Abstract
The presence of confabulation following brain damage can obstruct neuropsychological rehabilitation and management. A recent theoretical approach to confabulation emphasises that neurocognitive deficits are not sufficient to account for the content of confabulation. As a result, they are also insufficient to address the unique rehabilitation challenges that confabulation raises. Instead, confabulation could be best understood as the magnification of existing reconstructive memory processes, influenced by both neurocognitive and motivational factors. The paper reviews recent experimental findings showing that confabulations serve important functions of self-coherence and self-enhancement, despite their poor correspondence to reality. Case material is used to illustrate the meaningfulness of confabulation from the subjective perspective of the patient and to demonstrate that such a theoretical approach to confabulation can best inform management and rehabilitation efforts.
Acknowledgments
I am thankful to RM and his family. I am also particularly grateful to Stephen Tyrer and Philippa Griffiths for their valuable advice, collaboration and clinical insights.
Notes
1The term confabulation has also been used to describe the unintentionally false statements of patients in many other memory-independent neurological syndromes, such as right-hemisphere unawareness syndromes (e.g., Feinberg & Roane, Citation1997; Fotopoulou & Conway, Citation2004; Tallberg, Citation2001). Some of the issues raised here in relation to confabulations about personal memory may be of relevance to the rehabilitation of other forms of false memories and beliefs. However, different neurocognitive deficits and motivational factors may need to be emphasised in each syndrome and these considerations go beyond the scope of the current paper.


* Task prompt
Look through the data below and return each line where "climbing" appears.

* Figure content listings
------------------------

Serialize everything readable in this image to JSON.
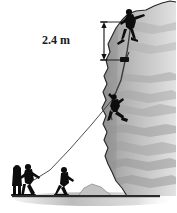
{
  "figure": {
    "name": "rock-climbing-physics-diagram",
    "background_color": "#ffffff"
  },
  "annotation": {
    "measurement_label": "2.4 m",
    "value": 2.4,
    "unit": "m",
    "line_color": "#111111",
    "orientation": "vertical",
    "arrowheads": "both-ends"
  },
  "cliff": {
    "label": "cliff-rock-face",
    "fill_light": "#d2d2d2",
    "fill_mid": "#b8b8b8",
    "fill_dark": "#9a9a9a",
    "outline_color": "#2a2a2a"
  },
  "ground": {
    "label": "ground-line",
    "line_color": "#2b2b2b",
    "shadow_color": "#c9c9c9"
  },
  "rope": {
    "label": "climbing-rope",
    "color": "#3a3a3a"
  },
  "figures": [
    {
      "id": "top-climber",
      "label": "climber-at-cliff-top",
      "color": "#0d0d0d"
    },
    {
      "id": "hanging-climber",
      "label": "climber-hanging-on-rope",
      "color": "#0d0d0d"
    },
    {
      "id": "ground-person-1",
      "label": "person-with-backpack",
      "color": "#0d0d0d"
    },
    {
      "id": "ground-person-2",
      "label": "belayer-pulling-rope",
      "color": "#0d0d0d"
    },
    {
      "id": "ground-person-3",
      "label": "person-walking-right",
      "color": "#0d0d0d"
    }
  ],
  "gear": {
    "label": "anchor-gear-block",
    "color": "#111111"
  }
}
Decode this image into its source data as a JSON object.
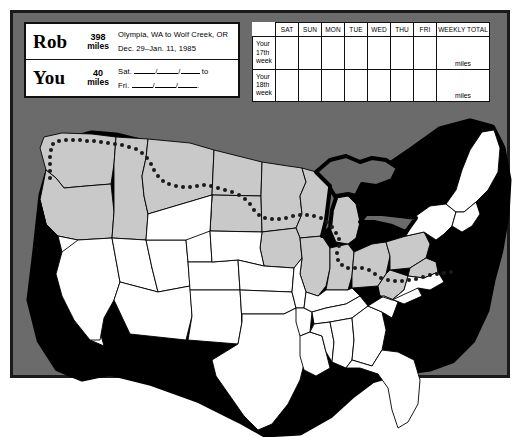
{
  "page": {
    "background_color": "#6b6b6b",
    "panel_border_color": "#1a1a1a",
    "map_traversed_color": "#c9c9c9",
    "map_untraversed_color": "#ffffff",
    "map_outline_color": "#000000",
    "route_dot_color": "#1a1a1a"
  },
  "info_box": {
    "rob": {
      "name": "Rob",
      "distance_value": "398",
      "distance_unit": "miles",
      "route": "Olympia, WA to Wolf Creek, OR",
      "dates": "Dec. 29–Jan. 11, 1985"
    },
    "you": {
      "name": "You",
      "distance_value": "40",
      "distance_unit": "miles",
      "from_label": "Sat.",
      "to_word": "to",
      "until_label": "Fri.",
      "slash": "/",
      "period": "."
    }
  },
  "log_table": {
    "day_headers": [
      "SAT",
      "SUN",
      "MON",
      "TUE",
      "WED",
      "THU",
      "FRI"
    ],
    "total_header": "WEEKLY TOTAL",
    "rows": [
      {
        "label": "Your\n17th\nweek",
        "label_lines": [
          "Your",
          "17th",
          "week"
        ],
        "total_unit": "miles",
        "day_values": [
          "",
          "",
          "",
          "",
          "",
          "",
          ""
        ]
      },
      {
        "label": "Your\n18th\nweek",
        "label_lines": [
          "Your",
          "18th",
          "week"
        ],
        "total_unit": "miles",
        "day_values": [
          "",
          "",
          "",
          "",
          "",
          "",
          ""
        ]
      }
    ]
  },
  "map": {
    "title": "united-states-map",
    "description": "Map of the contiguous United States with a dotted cross-country route across the northern states from the Pacific Northwest to the Mid-Atlantic; traversed states shaded gray.",
    "route_start_region": "Pacific Northwest",
    "route_end_region": "Mid-Atlantic"
  }
}
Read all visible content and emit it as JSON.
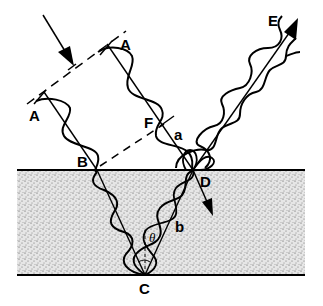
{
  "diagram": {
    "colors": {
      "ink": "#000000",
      "film": "#d9d9d9",
      "background": "#ffffff"
    },
    "labels": {
      "A_left": "A",
      "A_right": "A",
      "B": "B",
      "C": "C",
      "D": "D",
      "E": "E",
      "F": "F",
      "a": "a",
      "b": "b",
      "theta": "θ"
    },
    "elements": [
      "incident-arrow",
      "wavefront-dashed-line-AA",
      "ray-A-B-C",
      "ray-A-F-D",
      "dashed-line-B-F",
      "film-layer",
      "ray-C-D-internal-reflection",
      "reflected-ray-D-E",
      "refracted-arrow-at-D",
      "angle-theta-at-C"
    ]
  }
}
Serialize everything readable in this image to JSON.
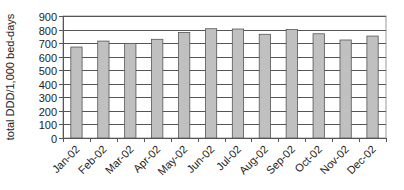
{
  "chart_data": {
    "type": "bar",
    "title": "",
    "xlabel": "",
    "ylabel": "total DDD/1,000 bed-days",
    "ylim": [
      0,
      900
    ],
    "yticks": [
      0,
      100,
      200,
      300,
      400,
      500,
      600,
      700,
      800,
      900
    ],
    "grid": true,
    "legend": null,
    "categories": [
      "Jan-02",
      "Feb-02",
      "Mar-02",
      "Apr-02",
      "May-02",
      "Jun-02",
      "Jul-02",
      "Aug-02",
      "Sep-02",
      "Oct-02",
      "Nov-02",
      "Dec-02"
    ],
    "values": [
      671,
      715,
      698,
      728,
      779,
      806,
      804,
      765,
      801,
      769,
      723,
      752
    ],
    "bar_color": "#c0c0c0",
    "bar_edge_color": "#555555"
  }
}
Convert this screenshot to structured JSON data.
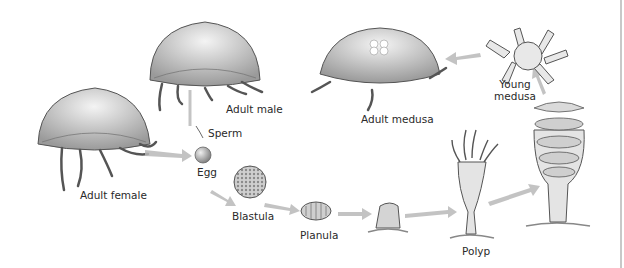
{
  "diagram": {
    "stages": [
      {
        "id": "adult_female",
        "label": "Adult female"
      },
      {
        "id": "adult_male",
        "label": "Adult male"
      },
      {
        "id": "sperm",
        "label": "Sperm"
      },
      {
        "id": "egg",
        "label": "Egg"
      },
      {
        "id": "blastula",
        "label": "Blastula"
      },
      {
        "id": "planula",
        "label": "Planula"
      },
      {
        "id": "settled_planula",
        "label": ""
      },
      {
        "id": "polyp",
        "label": "Polyp"
      },
      {
        "id": "strobila",
        "label": ""
      },
      {
        "id": "young_medusa",
        "label_line1": "Young",
        "label_line2": "medusa"
      },
      {
        "id": "adult_medusa",
        "label": "Adult medusa"
      }
    ],
    "flow": [
      [
        "adult_female",
        "egg"
      ],
      [
        "adult_male",
        "sperm"
      ],
      [
        "sperm",
        "egg"
      ],
      [
        "egg",
        "blastula"
      ],
      [
        "blastula",
        "planula"
      ],
      [
        "planula",
        "settled_planula"
      ],
      [
        "settled_planula",
        "polyp"
      ],
      [
        "polyp",
        "strobila"
      ],
      [
        "strobila",
        "young_medusa"
      ],
      [
        "young_medusa",
        "adult_medusa"
      ]
    ],
    "colors": {
      "arrow": "#b9b9b9",
      "ink": "#4a4a4a",
      "fill_light": "#e6e6e6",
      "fill_mid": "#bdbdbd",
      "text": "#2a2a2a"
    }
  }
}
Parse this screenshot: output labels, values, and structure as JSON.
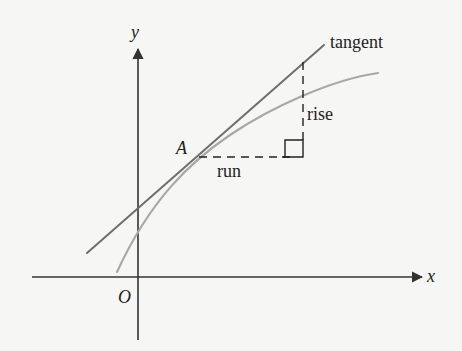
{
  "diagram": {
    "labels": {
      "y_axis": "y",
      "x_axis": "x",
      "origin": "O",
      "point": "A",
      "tangent": "tangent",
      "rise": "rise",
      "run": "run"
    },
    "colors": {
      "background": "#f6f6f5",
      "axes": "#333333",
      "tangent": "#6e6e6e",
      "curve": "#a5a5a5",
      "dashes": "#222222",
      "text": "#222222"
    },
    "geometry": {
      "origin": [
        138,
        277
      ],
      "y_axis": {
        "x": 138,
        "y_top": 47,
        "y_bottom": 340
      },
      "x_axis": {
        "y": 277,
        "x_left": 32,
        "x_right": 424
      },
      "tangent": {
        "from": [
          87,
          253
        ],
        "to": [
          324,
          45
        ]
      },
      "curve_path": "M117,272 C150,200 190,162 230,135 S330,80 378,73",
      "point_A": [
        198,
        157
      ],
      "run_dash": {
        "from": [
          198,
          157
        ],
        "to": [
          303,
          157
        ]
      },
      "rise_dash": {
        "from": [
          303,
          157
        ],
        "to": [
          303,
          62
        ]
      },
      "right_angle_box": {
        "x": 285,
        "y": 140,
        "size": 17
      }
    }
  }
}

------------------------

* Response
    "name": "rock-climbing-physics-diagram",
    "label": "climbing-rope",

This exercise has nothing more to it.